In my mind he’s none other than the perfect hero with an innate knowledge of Chekov and all the right things to say. He’d build the fort before the war and always remember my birthday.
                And yet…
"What a treacherous thing to believe that a person is more than a person."
                -John Green (Paper Towns) [ßAn amazing book that I definitely recommend.]
                That golden ear belongs to a person.
                He’s. Not. A. Perfect. Hero.
                He’s a human with failures and shortcomings and peculiarities. Emotions far from Disney, opinions, and secrets all his own.
                He might think holding hands is uncomfortable. Maybe he won’t wear cologne and think Chekov is a brand of foreign chocolate. He very well might never say the right thing and forget my birthday until the day of.
                I don’t have creative control of his person. I’m a fool if I ever thought so.
Reality can be a suckerpunch to the gut, but it’s hardly boring. Maybe… just maybe I like it better that way.

Sunday, April 17, 2011

Give The People What They Want ~ How To Write A Rough Draft

So in an attempt to actually give readers what they want, I turned to the little section on my homepage/dashboard thing that says ‘Top Searches.’ I wanted to know the desires of those few and far between folks who glance at my blog posts in a sort of stumbled upon glory.
                My only ‘top search’ was ‘How to write a rough draft.’
                Well since you’ve expressed interest in this area, I’m here to offer you my sought-after advice.
Step one:
JUST WRITE!
Step two:
Make a list of at least six ideas about what you want to write about, or where you want your story to end up, or any potential plot twists, or interesting information you want to include in your report.
Step three:
Pick one of the last ones.
Step four:
Write.
Step five:
Coffee break
Step six:
Write.

                Believe it or not, I know why you are searching this. I completely understand the stomach-churning, mind-numbing ferocity that can be the blank page. I know the feeling of stale heartbreak as you watch your great idea fizzle and die within a few sentences. I know the cold desolation of a world without ideas. And I also know why you’re turning to search engines with obvious searches like ‘how to write a rough draft’ because all these things heaped upon you are hindering your desire to put pen to paper.
                And even if you haven’t found this blog because of a search like this, I know you’ve felt writer’s block at one point or another. It’s cold and it’s clammy and it has the power to kill your dream… or your A on a term paper.
                So take my advice and laugh in the face of writers block. Seriously, show that douche what you’re made of. Write. Don’t apologize and don’t make excuses. Don’t care if it sucks. Edits will always be there for you.
                Sincerely,
                Jade-The-Slightly-Harsh-Motivational-Speaker.
                (April short story sometime next week.)

Thursday, April 14, 2011

Hungry

This passge is the lovechild of my current obsession with The Glass Castle (a memoir by Jeannette Walls) and my own angry hunger (due to my fasting for Lent.)
I highly recommend reading TGC.
&&&&
My hunger doesn’t just growl, it roars. 

The way I live, you’d think I’d be used to it. With Daddy laid off again we’ve all gotta sacrifice a little. But it seems I’ve been sacrificin my whole life. Ya know? It’s high time we had a pot of chili on the stove and a few slabs of cornbread baking in the oven.
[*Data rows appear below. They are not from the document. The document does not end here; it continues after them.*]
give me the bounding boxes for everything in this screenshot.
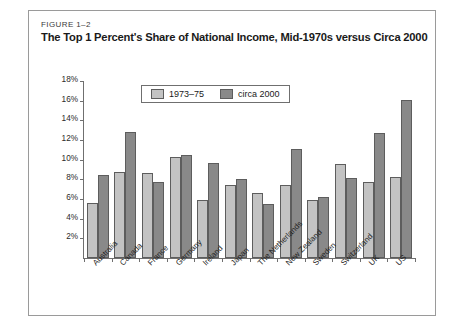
bar-group	[197, 81, 219, 258]
figure-title: The Top 1 Percent's Share of National In…	[41, 31, 431, 43]
y-axis-tick-mark	[80, 179, 84, 180]
bar-series2	[401, 100, 412, 258]
y-axis-tick-label: 10%	[62, 154, 78, 163]
bar-group	[390, 81, 412, 258]
x-axis-tick-mark	[305, 258, 306, 262]
x-axis-tick-mark	[112, 258, 113, 262]
x-axis-tick-mark	[250, 258, 251, 262]
bar-group	[114, 81, 136, 258]
legend-label-series2: circa 2000	[238, 89, 280, 99]
x-axis-tick-mark	[360, 258, 361, 262]
y-axis-tick-mark	[80, 101, 84, 102]
bar-group	[142, 81, 164, 258]
x-axis-tick-mark	[167, 258, 168, 262]
bar-series2	[291, 149, 302, 258]
y-axis-tick-mark	[80, 219, 84, 220]
bar-series1	[252, 193, 263, 258]
x-axis-tick-mark	[84, 258, 85, 262]
bar-series2	[125, 132, 136, 258]
figure-number: FIGURE 1–2	[41, 20, 91, 29]
y-axis-tick-label: 14%	[62, 114, 78, 123]
bar-series2	[181, 155, 192, 258]
y-axis-tick-mark	[80, 81, 84, 82]
x-axis-tick-mark	[387, 258, 388, 262]
x-axis-tick-mark	[139, 258, 140, 262]
y-axis-tick-mark	[80, 199, 84, 200]
figure-card: FIGURE 1–2 The Top 1 Percent's Share of …	[28, 10, 436, 316]
y-axis-tick-label: 2%	[66, 232, 78, 241]
legend-label-series1: 1973–75	[169, 89, 204, 99]
y-axis-line	[83, 81, 84, 259]
y-axis-tick-mark	[80, 120, 84, 121]
y-axis-tick-label: 4%	[66, 213, 78, 222]
bar-series1	[197, 200, 208, 258]
bar-series1	[335, 164, 346, 258]
legend-item-series2: circa 2000	[220, 89, 280, 99]
bar-group	[252, 81, 274, 258]
bar-series1	[142, 173, 153, 258]
chart-legend: 1973–75 circa 2000	[141, 85, 290, 103]
bar-series2	[374, 133, 385, 258]
y-axis-tick-label: 8%	[66, 173, 78, 182]
y-axis-tick-label: 18%	[62, 75, 78, 84]
x-axis-tick-mark	[194, 258, 195, 262]
bar-group	[87, 81, 109, 258]
x-axis-tick-mark	[277, 258, 278, 262]
legend-item-series1: 1973–75	[151, 89, 204, 99]
y-axis-tick-label: 16%	[62, 95, 78, 104]
legend-swatch-series1	[151, 89, 164, 99]
y-axis-tick-mark	[80, 140, 84, 141]
x-axis-tick-mark	[332, 258, 333, 262]
bar-group	[225, 81, 247, 258]
legend-swatch-series2	[220, 89, 233, 99]
bar-group	[363, 81, 385, 258]
y-axis-tick-label: 12%	[62, 134, 78, 143]
bar-series1	[87, 203, 98, 258]
y-axis-tick-label: 6%	[66, 193, 78, 202]
x-axis-tick-mark	[222, 258, 223, 262]
bar-series1	[225, 185, 236, 258]
bar-series1	[390, 177, 401, 258]
y-axis-tick-mark	[80, 238, 84, 239]
y-axis-tick-mark	[80, 160, 84, 161]
x-axis-tick-mark	[415, 258, 416, 262]
bar-group	[170, 81, 192, 258]
bar-group	[335, 81, 357, 258]
bar-series1	[170, 157, 181, 258]
chart-plot-region: 2%4%6%8%10%12%14%16%18% AustraliaCanadaF…	[41, 53, 423, 305]
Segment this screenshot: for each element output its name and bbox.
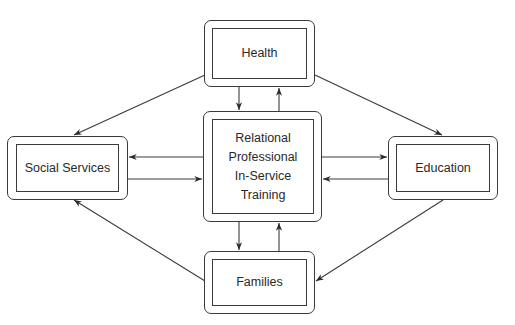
arrow-families-to-social xyxy=(74,200,205,281)
arrow-health-to-social xyxy=(74,75,205,135)
node-education-label: Education xyxy=(415,159,471,178)
center-label-line-2: Professional xyxy=(229,148,298,167)
node-social-label: Social Services xyxy=(25,159,110,178)
node-health-label: Health xyxy=(241,44,277,63)
center-label-line-3: In-Service xyxy=(235,167,291,186)
node-education: Education xyxy=(388,136,498,200)
center-label-line-4: Training xyxy=(241,186,286,205)
node-families-label: Families xyxy=(236,273,283,292)
node-families-inner: Families xyxy=(212,259,307,306)
node-families: Families xyxy=(204,251,315,314)
arrow-health-to-education xyxy=(315,75,442,135)
node-social-inner: Social Services xyxy=(16,144,119,192)
node-education-inner: Education xyxy=(396,144,490,192)
arrow-education-to-families xyxy=(316,200,443,281)
node-center-training: Relational Professional In-Service Train… xyxy=(203,111,322,222)
node-health-inner: Health xyxy=(212,28,307,79)
node-health: Health xyxy=(204,20,315,87)
center-label-line-1: Relational xyxy=(235,129,291,148)
node-center-inner: Relational Professional In-Service Train… xyxy=(212,119,314,214)
node-social-services: Social Services xyxy=(7,136,128,200)
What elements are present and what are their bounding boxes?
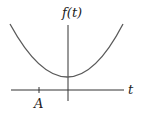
- f-axis-label: f(t): [61, 5, 82, 20]
- t-axis-label: t: [128, 82, 134, 97]
- graph: f(t) t A: [0, 0, 143, 113]
- tick-label-A: A: [33, 96, 43, 111]
- curve-f: [10, 24, 123, 77]
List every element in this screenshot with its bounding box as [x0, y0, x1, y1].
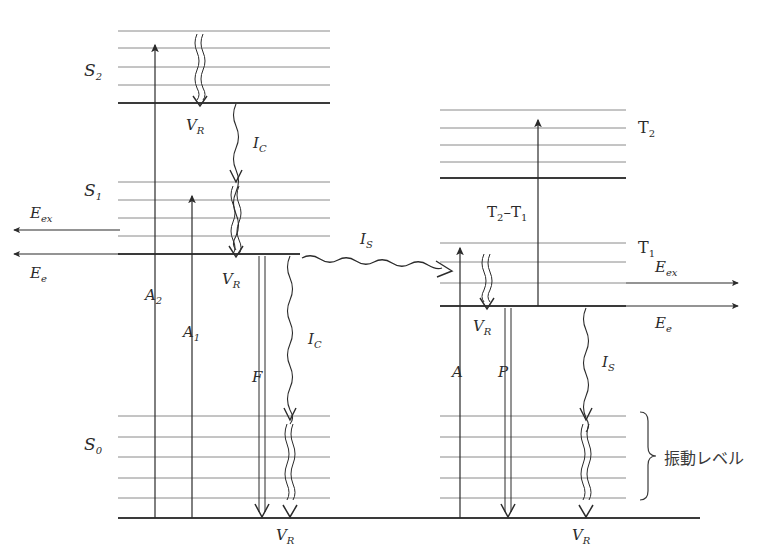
- label-vr-bottom-right: VR: [572, 526, 591, 546]
- label-is-t1-s0: IS: [601, 353, 615, 373]
- label-vr-t1: VR: [473, 317, 492, 337]
- t2-vibrational-levels: [440, 110, 626, 162]
- label-t2-t1-transition: T2–T1: [487, 203, 527, 223]
- label-t2: T2: [638, 118, 655, 139]
- label-vr-s2: VR: [186, 116, 205, 136]
- label-f: F: [251, 368, 263, 386]
- label-ic-s1-s0: IC: [307, 330, 322, 350]
- label-ee-right: Ee: [654, 314, 672, 334]
- transition-arrow-is-crossing: [302, 256, 452, 277]
- label-ic-s2-s1: IC: [252, 134, 267, 154]
- label-a2: A2: [143, 286, 162, 306]
- label-vibrational-levels: 振動レベル: [664, 449, 744, 468]
- s0-vibrational-levels-right: [440, 416, 626, 498]
- label-s1: S1: [84, 180, 102, 202]
- transition-arrow-ic-s2-s1: [230, 104, 242, 250]
- t1-vibrational-levels: [440, 243, 626, 283]
- s1-vibrational-levels: [118, 182, 330, 236]
- label-is-crossing: IS: [359, 230, 373, 250]
- s2-vibrational-levels: [118, 31, 330, 85]
- diagram-svg: S2 S1 S0 T2 T1 VR VR VR VR VR IC IC IS I…: [0, 0, 764, 552]
- label-a1: A1: [181, 323, 200, 343]
- label-vr-s1: VR: [222, 270, 241, 290]
- transition-arrow-is-t1-s0: [579, 308, 593, 517]
- transition-arrow-vr-s2: [193, 34, 207, 106]
- vibrational-levels-brace: [640, 412, 656, 500]
- transition-arrow-vr-s1: [229, 186, 243, 257]
- label-t1: T1: [638, 238, 655, 259]
- jablonski-diagram-canvas: S2 S1 S0 T2 T1 VR VR VR VR VR IC IC IS I…: [0, 0, 764, 552]
- label-p: P: [497, 363, 509, 381]
- singlet-manifold: [118, 31, 330, 498]
- label-vr-bottom-left: VR: [276, 526, 295, 546]
- label-eex-right: Eex: [654, 258, 678, 278]
- s0-vibrational-levels: [118, 416, 330, 498]
- label-s2: S2: [84, 60, 102, 82]
- triplet-manifold: [440, 110, 626, 498]
- label-a: A: [450, 363, 463, 381]
- transition-arrow-p: [501, 308, 515, 517]
- label-s0: S0: [84, 434, 103, 456]
- label-eex-left: Eex: [29, 204, 53, 224]
- label-ee-left: Ee: [29, 264, 47, 284]
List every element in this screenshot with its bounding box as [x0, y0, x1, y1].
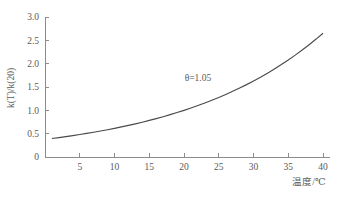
data-series: [52, 33, 323, 138]
curve-path: [52, 33, 323, 138]
x-tick-label: 20: [179, 162, 189, 172]
x-tick-label: 40: [318, 162, 328, 172]
y-tick-label: 3.0: [27, 12, 39, 22]
y-tick-label: 1.5: [27, 82, 39, 92]
y-tick-label: 0: [34, 152, 39, 162]
x-tick-label: 10: [110, 162, 120, 172]
tick-marks: [45, 17, 323, 157]
y-tick-label: 1.0: [27, 106, 39, 116]
x-tick-label: 5: [77, 162, 82, 172]
x-tick-label: 30: [249, 162, 259, 172]
y-tick-label: 0.5: [27, 129, 39, 139]
y-tick-label: 2.0: [27, 59, 39, 69]
x-axis-title: 温度/℃: [292, 176, 326, 187]
x-tick-label: 25: [214, 162, 224, 172]
x-tick-label: 15: [145, 162, 155, 172]
y-tick-label: 2.5: [27, 36, 39, 46]
x-tick-label: 35: [284, 162, 294, 172]
axes: [45, 17, 330, 157]
chart-canvas: 00.51.01.52.02.53.0510152025303540 k(T)/…: [0, 0, 352, 197]
tick-labels: 00.51.01.52.02.53.0510152025303540: [27, 12, 328, 172]
curve-annotation-theta: θ=1.05: [185, 73, 212, 83]
chart-figure: 00.51.01.52.02.53.0510152025303540 k(T)/…: [0, 0, 352, 197]
y-axis-title: k(T)/k(20): [6, 68, 17, 108]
 Me, I’ve always been the only one in the family with an appetite. If I could control the thing, I would, truly. But my hunger isn’t just some frustrated thing rollin around in my stomach. It’s a furious beast, one that not only paces and tears around my poor stomach, but also expands and moves and prowls about my entire body, squeezing every organ it can.
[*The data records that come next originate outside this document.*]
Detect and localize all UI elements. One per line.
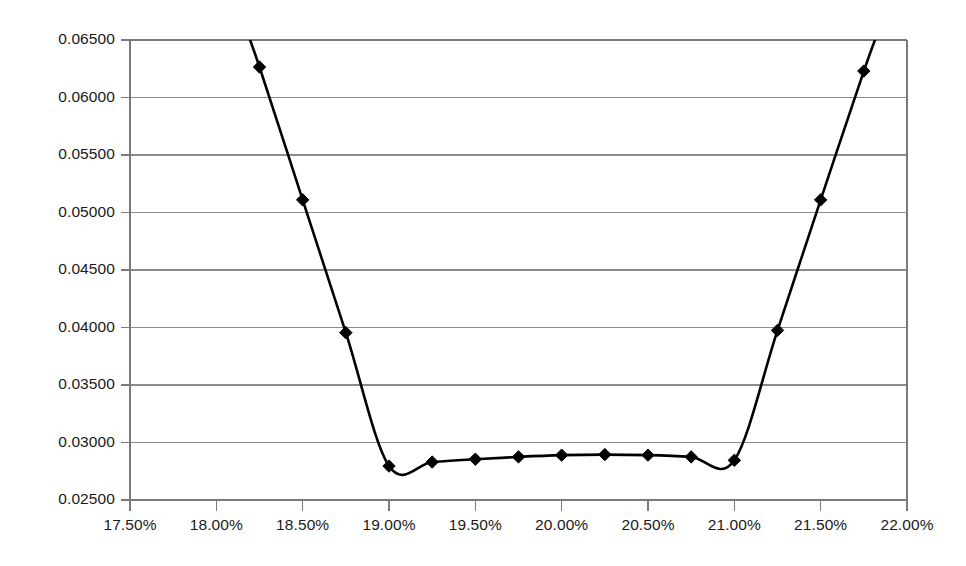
chart-container: 0.065000.060000.055000.050000.045000.040… (0, 0, 966, 566)
data-point-marker (426, 456, 438, 468)
y-axis-tick-label: 0.04000 (58, 318, 115, 336)
data-point-marker (253, 61, 265, 73)
y-axis-tick-label: 0.06000 (58, 88, 115, 106)
data-point-marker (858, 65, 870, 77)
y-axis-tick-label: 0.05500 (58, 145, 115, 163)
y-axis-tick-label: 0.03000 (58, 433, 115, 451)
data-point-marker (642, 449, 654, 461)
data-point-marker (814, 194, 826, 206)
y-axis-tick-label: 0.03500 (58, 375, 115, 393)
data-point-marker (599, 448, 611, 460)
data-series-line (245, 26, 881, 475)
data-point-marker (771, 324, 783, 336)
data-point-marker (340, 326, 352, 338)
line-chart-plot (0, 0, 966, 566)
data-point-marker (555, 449, 567, 461)
x-axis-tick-label: 22.00% (847, 516, 966, 534)
data-point-marker (512, 451, 524, 463)
y-axis-tick-label: 0.02500 (58, 490, 115, 508)
y-axis-tick-label: 0.06500 (58, 30, 115, 48)
data-point-marker (296, 194, 308, 206)
y-axis-tick-label: 0.04500 (58, 260, 115, 278)
data-point-marker (469, 453, 481, 465)
y-axis-tick-label: 0.05000 (58, 203, 115, 221)
data-point-marker (685, 451, 697, 463)
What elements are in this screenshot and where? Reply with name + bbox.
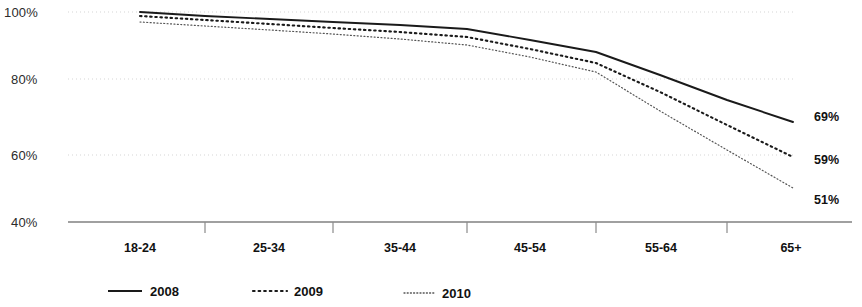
series-line-2009	[140, 16, 793, 157]
x-axis-label-25-34: 25-34	[229, 241, 309, 255]
series-line-2010	[140, 22, 793, 188]
x-axis-label-45-54: 45-54	[490, 241, 570, 255]
end-value-label-2010: 51%	[814, 193, 839, 207]
x-axis-label-35-44: 35-44	[360, 241, 440, 255]
x-axis-label-65-plus: 65+	[751, 241, 831, 255]
legend-label-2010[interactable]: 2010	[442, 286, 471, 301]
series-line-2008	[140, 12, 793, 122]
x-axis-label-18-24: 18-24	[100, 241, 180, 255]
line-chart: 100% 80% 60% 40% 18-24 2	[0, 0, 862, 307]
x-axis-ticks	[205, 222, 727, 233]
plot-area	[0, 0, 862, 307]
x-axis-label-55-64: 55-64	[621, 241, 701, 255]
legend-label-2008[interactable]: 2008	[150, 284, 179, 299]
end-value-label-2009: 59%	[814, 153, 839, 167]
legend-label-2009[interactable]: 2009	[294, 284, 323, 299]
end-value-label-2008: 69%	[814, 110, 839, 124]
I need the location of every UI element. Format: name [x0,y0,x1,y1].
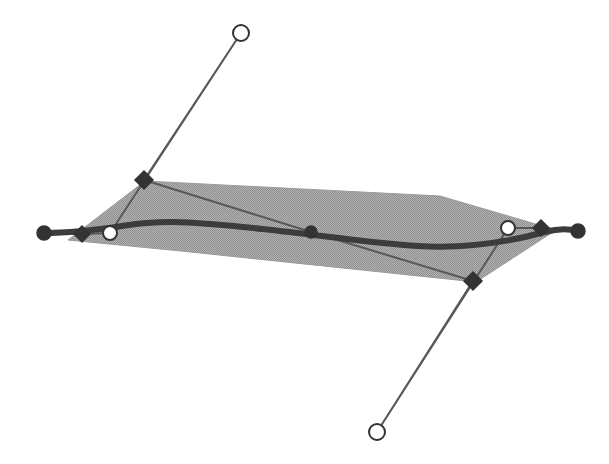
figure-canvas: Spline curve with control polygon and sh… [0,0,609,464]
spline-diagram-svg [0,0,609,464]
control-point-p10 [571,224,585,238]
control-point-p3 [233,25,249,41]
control-point-p0 [37,226,51,240]
control-point-p2 [103,226,117,240]
control-point-p7 [369,424,385,440]
control-point-p8 [501,221,515,235]
control-point-p5 [305,226,317,238]
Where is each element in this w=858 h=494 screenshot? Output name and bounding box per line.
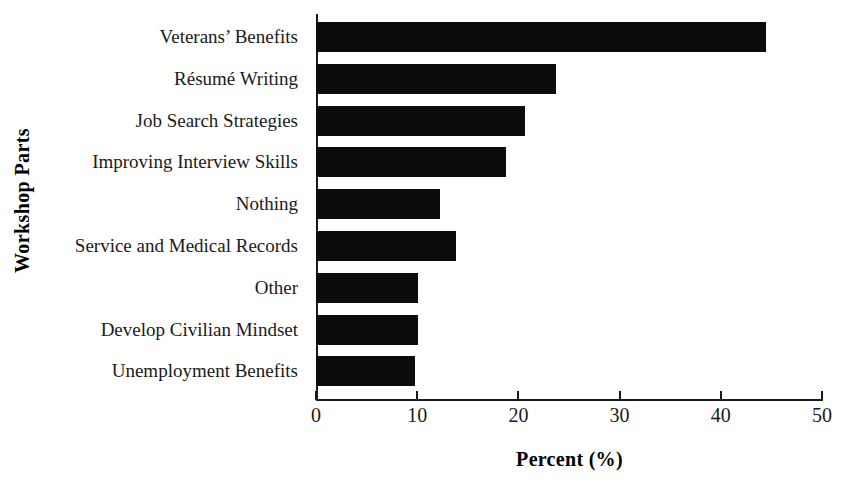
bar-chart: Workshop Parts Veterans’ BenefitsRésumé … <box>0 0 858 494</box>
category-label: Other <box>255 273 298 303</box>
bar-rect <box>316 356 415 386</box>
bar-rect <box>316 315 418 345</box>
x-axis-line <box>316 399 823 401</box>
category-axis-labels: Veterans’ BenefitsRésumé WritingJob Sear… <box>0 14 306 400</box>
bar-rect <box>316 273 418 303</box>
x-tick-mark <box>416 391 418 400</box>
bar-rect <box>316 231 456 261</box>
x-tick-label: 30 <box>590 404 650 427</box>
bar-rect <box>316 64 556 94</box>
x-tick-label: 50 <box>792 404 852 427</box>
plot-area <box>316 14 822 398</box>
bar-rect <box>316 22 766 52</box>
x-tick-label: 40 <box>691 404 751 427</box>
x-tick-mark <box>315 391 317 400</box>
bar-rect <box>316 189 440 219</box>
x-tick-mark <box>517 391 519 400</box>
category-label: Job Search Strategies <box>135 106 298 136</box>
category-label: Résumé Writing <box>174 64 298 94</box>
category-label: Nothing <box>236 189 298 219</box>
x-tick-label: 20 <box>488 404 548 427</box>
x-tick-label: 10 <box>387 404 447 427</box>
category-label: Improving Interview Skills <box>92 147 298 177</box>
bar-rect <box>316 106 525 136</box>
category-label: Develop Civilian Mindset <box>101 315 298 345</box>
category-label: Veterans’ Benefits <box>160 22 298 52</box>
category-label: Unemployment Benefits <box>112 356 298 386</box>
x-tick-mark <box>821 391 823 400</box>
x-tick-label: 0 <box>286 404 346 427</box>
bar-rect <box>316 147 506 177</box>
x-axis-title: Percent (%) <box>316 448 823 471</box>
category-label: Service and Medical Records <box>75 231 298 261</box>
x-tick-mark <box>619 391 621 400</box>
x-tick-mark <box>720 391 722 400</box>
 That’s why it’s always been my dream to get outta this rinky dink shack and be chef out in the big city. I bet chefs are some of the most well-fed folks on the planet, on account of all the food they gotta deal with every single day.

 My sis Ginny says it’s a stupid dream, says there ain’t no way I’m getting outta this town. She screws up her mouth when she says this, raises her eyebrows too, like she’s so wise and I’m so dumb. I suppose she thinks this makes me wanna quit, cause there ain’t a lotta folks believing in me. Maybe she thinks that, but it just makes me itch for the city more, itch for the shiny silver surfaces of restaurant kitchens. No, I’m not just itchy, I’m hungry. Hungry for those dreams like I’m hungry for a piece of blueberry pie. And I’ll get ‘em. I ain’t gonna have this beast roamin around inside a’me my whole life. Someday I’ll be full.

Tuesday, April 12, 2011

A Sonnet for your Troubles.

We came out laughing, some more than others.
I dreamed of nothing like she said I would.
My throat burns like fire, so does my brother’s.
Water, my dearest friend, is a falsehood.
Part of me is in the trash, or a jar.
They’re distracting me with some dumb cartoon.
Hysteria enough for my memoir
Drenches these white, white floors this afternoon.
They’re wheeling us out now, there’s time to keep.
Helpful, falsetto voices hurt my ears.
His stony silence says it wasn’t cheap.
Out in the sun, we’re ragged pioneers.
Back in these covers, no one will intrude.
God, the only thing I miss is the food.

Sunday, April 10, 2011

The DR

I recently went on a week long vacation to the Dominican Republic, which is the country that shares the island of Hispanola with Haiti. These are the passages that I actually took down while I was there. As you can see there's only two. And they're short. You can see why I need this blog.
However, I was writing letters to my cousin/best friend every day I was there as well. So, it's not that pathetic.

The bathroom is small, about three times as high as it is wide. Painted off-white with a floor of graying tile. When the door closes, it’s completely closed off. Even the crack between the door and floor is so miniscule that you can’t see light through it.
                Enclosed in a room like that, I can’t help but think of places like Auschwitz and basement cellars, that infamous room where they executed the Romanovs.
                It is a room to die in.



Auto industry workers from Michigan
and their teenage children.
Sweaty sunglasses, limp ponytails,
and faded, hometown tee shirts.
Riding on open-air caravan
down a rough Dominican street.
The paint industry must be booming here.
Every single house is slathered in
bold oranges and blues,
soft greens, adorable pinks.
A tiny, brown girl in front of her family’s
green and blue shack
waves a little at the tourists in the busses
before
scrunching her face and
thrusting her arm
likes she’s throwing something
far and forcefully,
even though her hand’s empty.
Maybe she’s pretending to throw rocks
at these over-privileged tourists,
all nice and wrapped in a cushioned bus.
Maybe she hates us.
The bitchy, over-privilidged-tourist-voice in my head says
something along the lines of
‘Quit it, we’re boosting your economy,’
But the real voice in my head says
‘Yeah, I’d probably hate us too.’

Here's a few pictures of the houses I mentioned:


Colorful right? They're all like that. I think that was what surprised me the most.